**AIM OF THE EXERCISE:** Beginning at the line that contains "reading: 12 °C" and finishing at the line that contains "reading: 0.2500 in", output the data below exactly. Include both end lines and no pictures.

START SUPPLIED INFORMATION

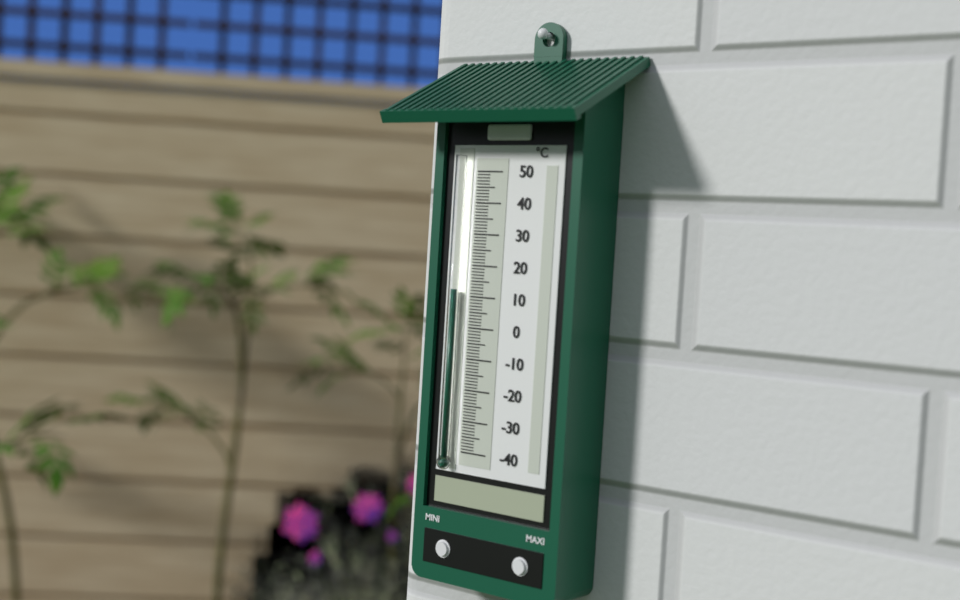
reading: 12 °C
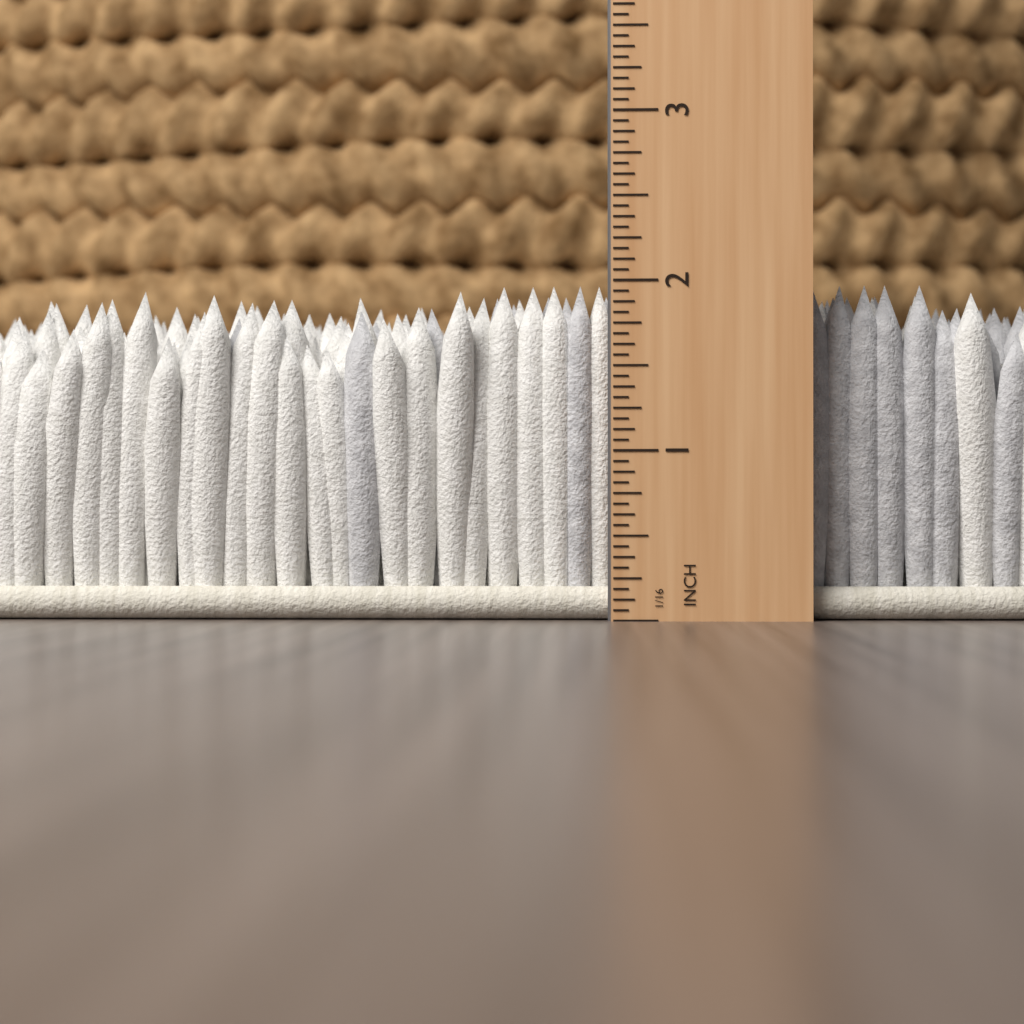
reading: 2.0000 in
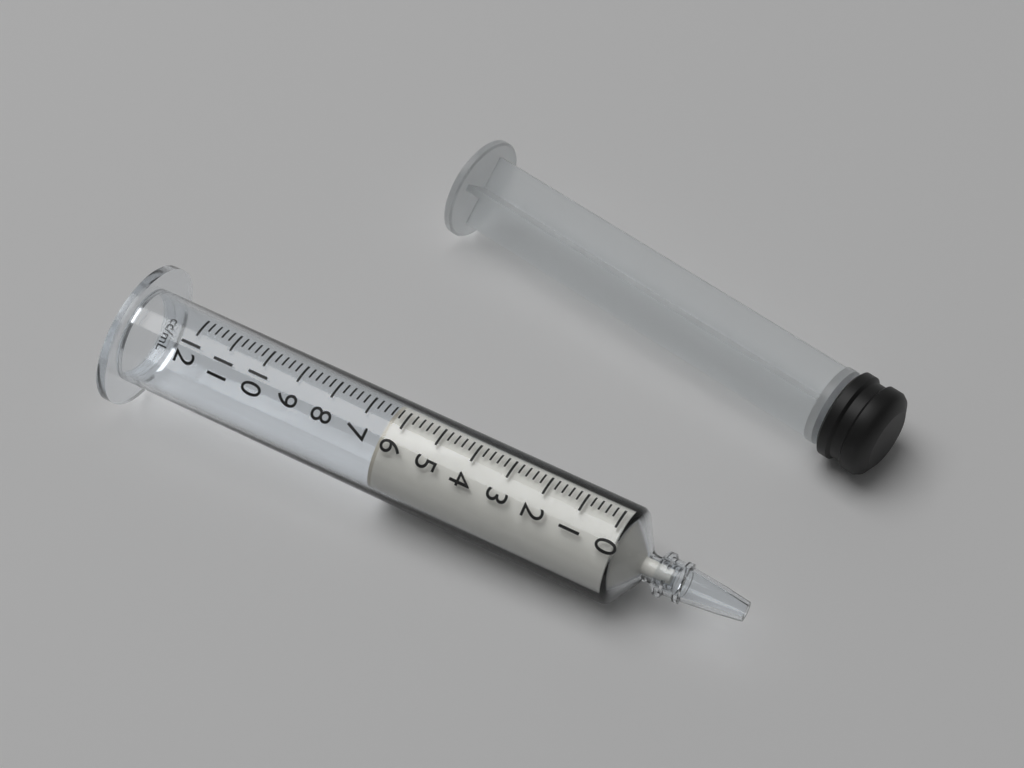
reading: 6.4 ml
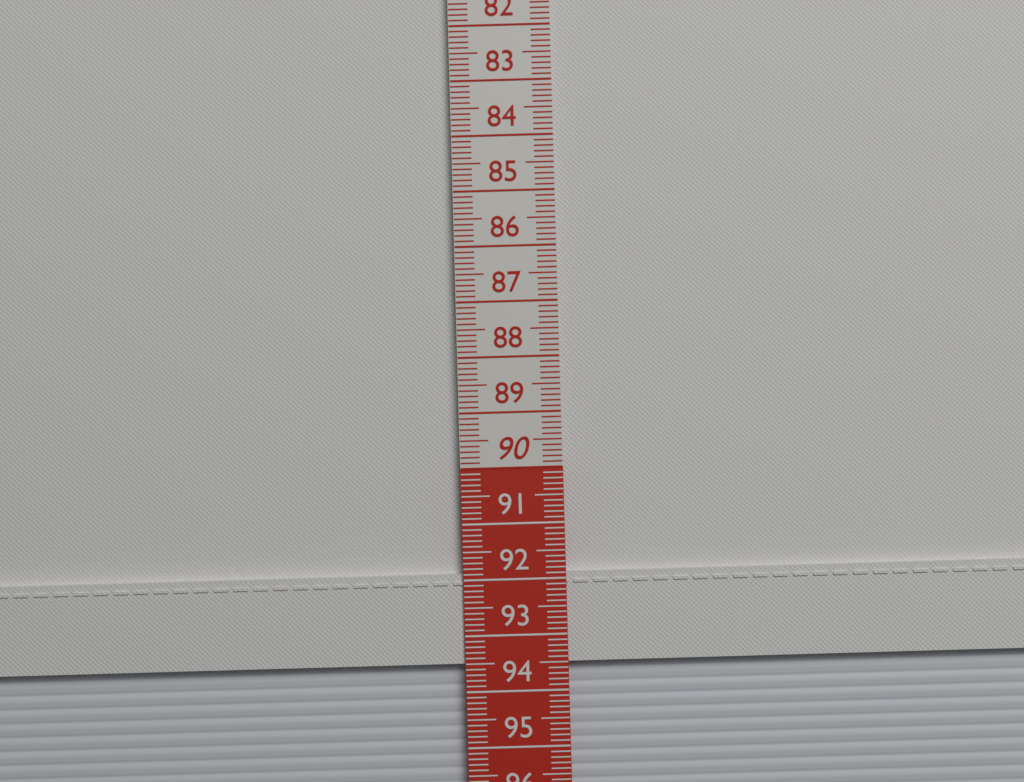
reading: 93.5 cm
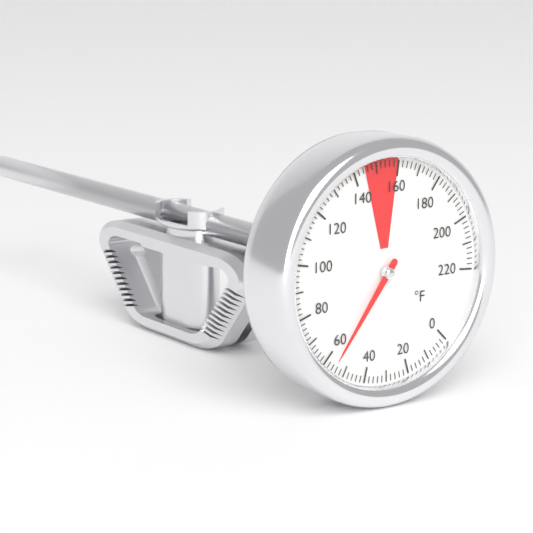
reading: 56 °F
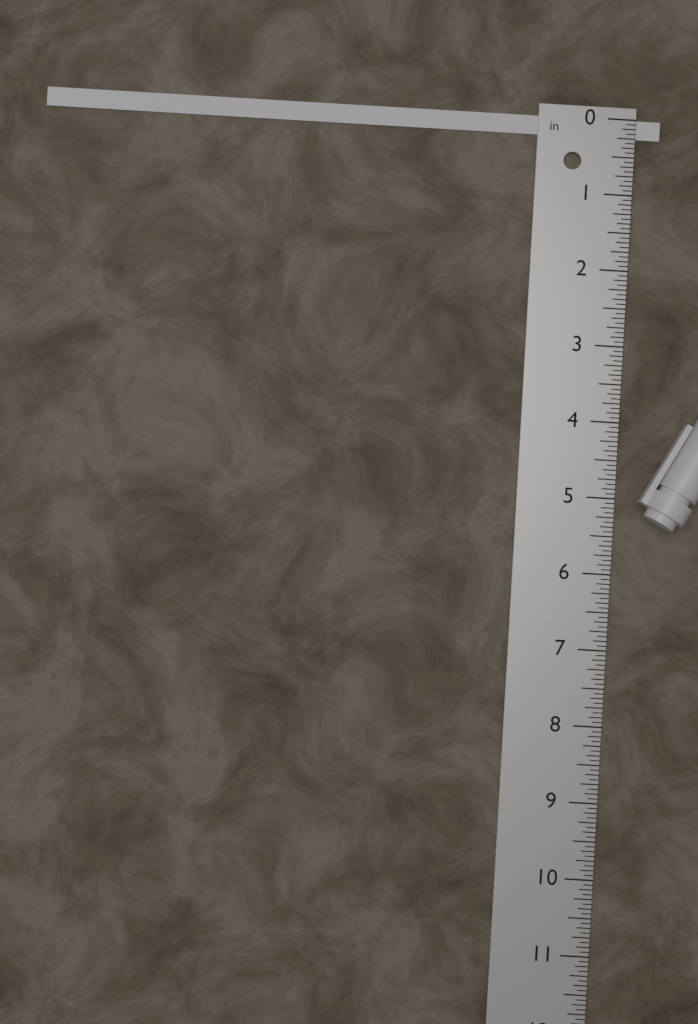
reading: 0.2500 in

END SUPPLIED INFORMATION
START SUPPLIED INFORMATION

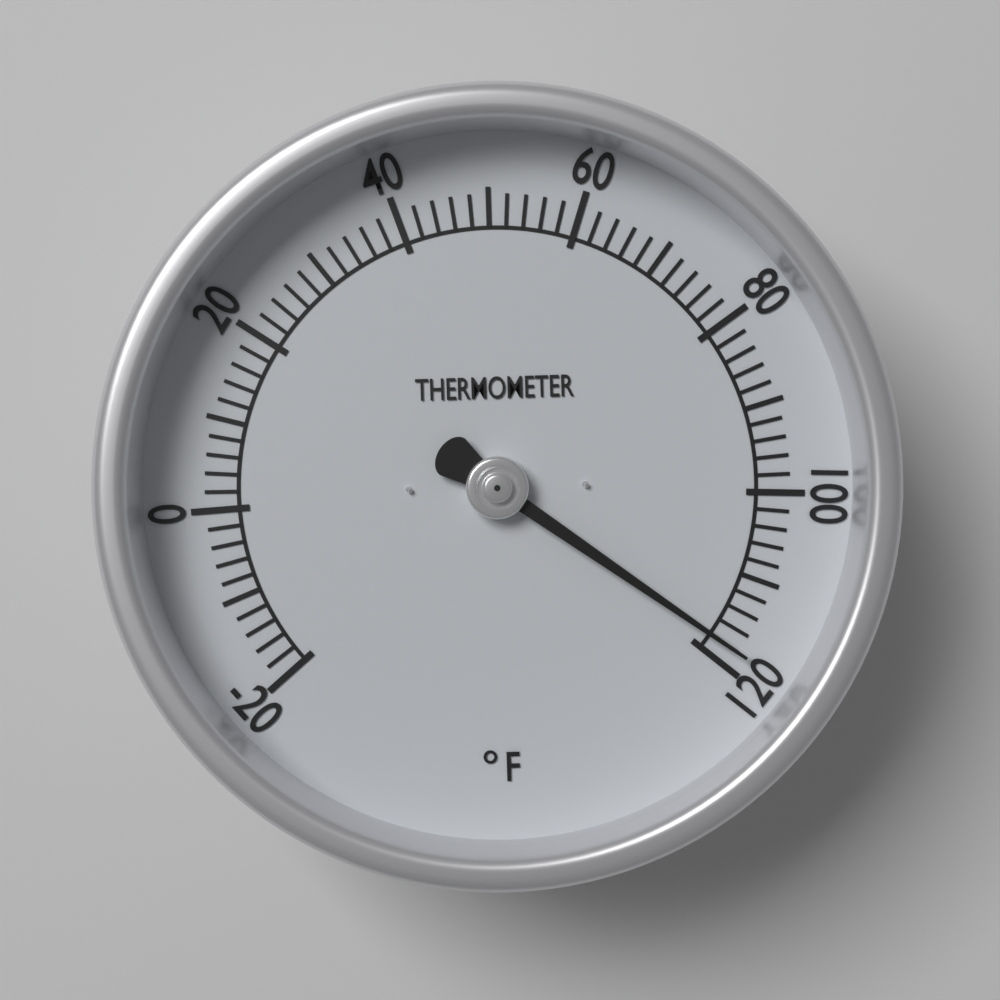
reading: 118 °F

END SUPPLIED INFORMATION
START SUPPLIED INFORMATION

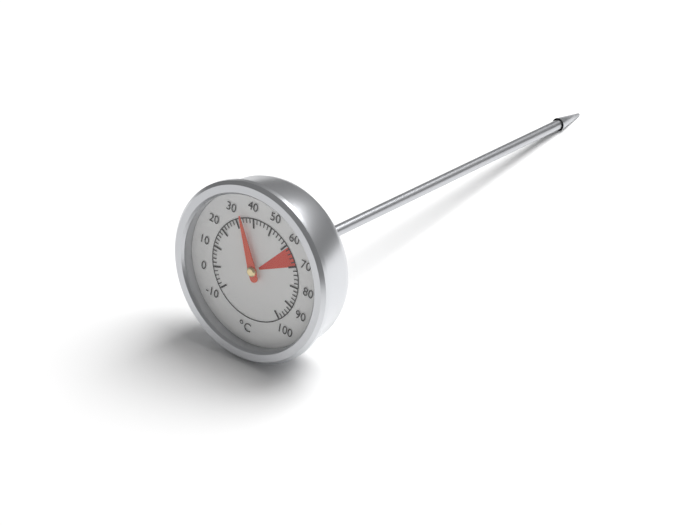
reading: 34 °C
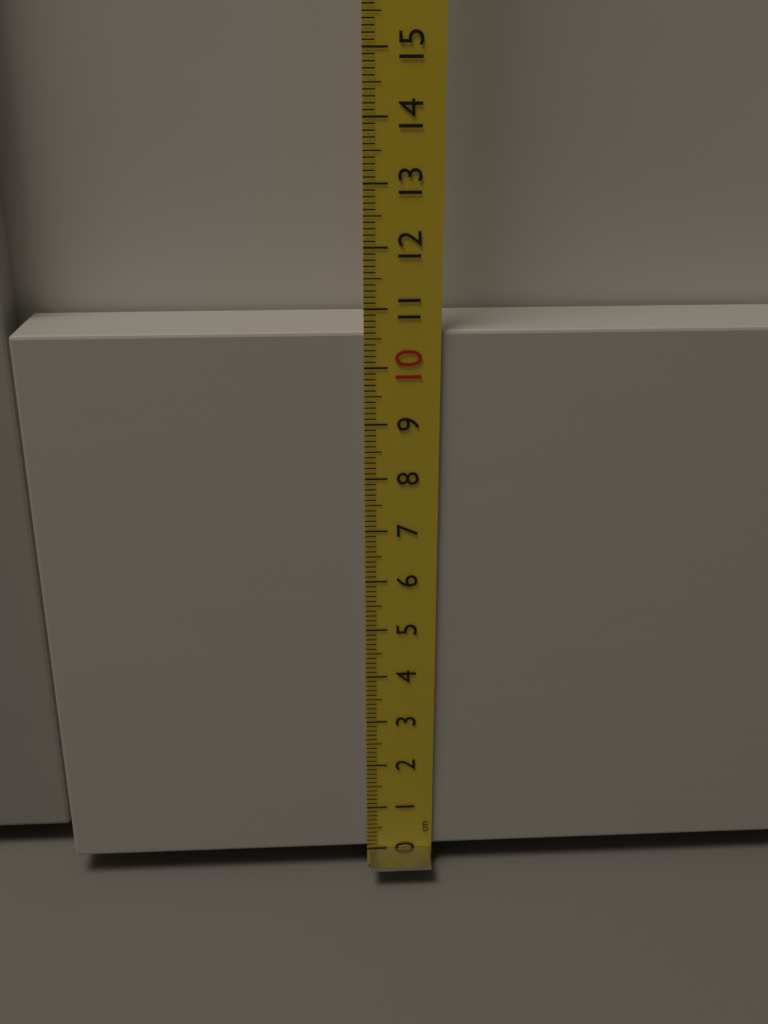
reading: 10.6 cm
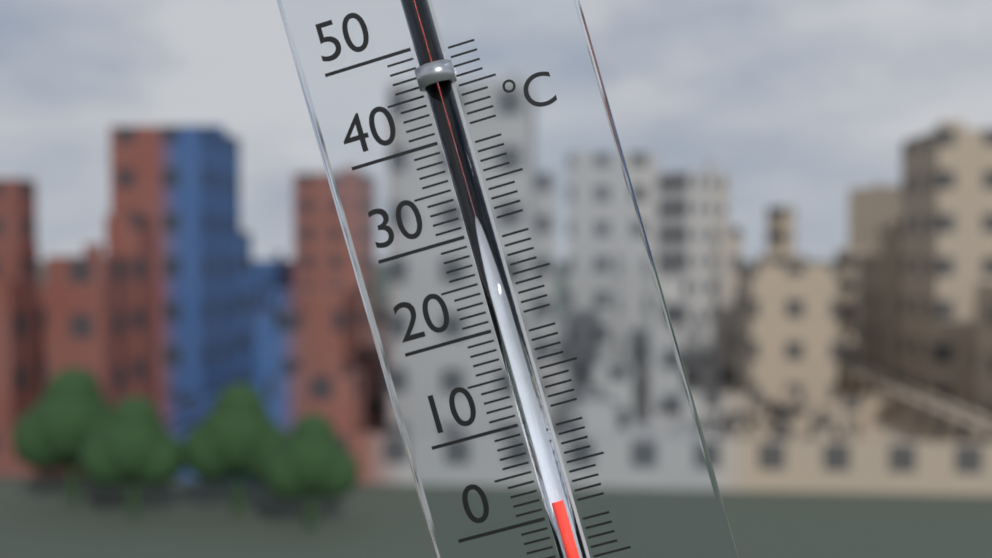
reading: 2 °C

END SUPPLIED INFORMATION

**EXERCISE ANSWER:**
reading: 12 °C
reading: 2.0000 in
reading: 6.4 ml
reading: 93.5 cm
reading: 56 °F
reading: 0.2500 in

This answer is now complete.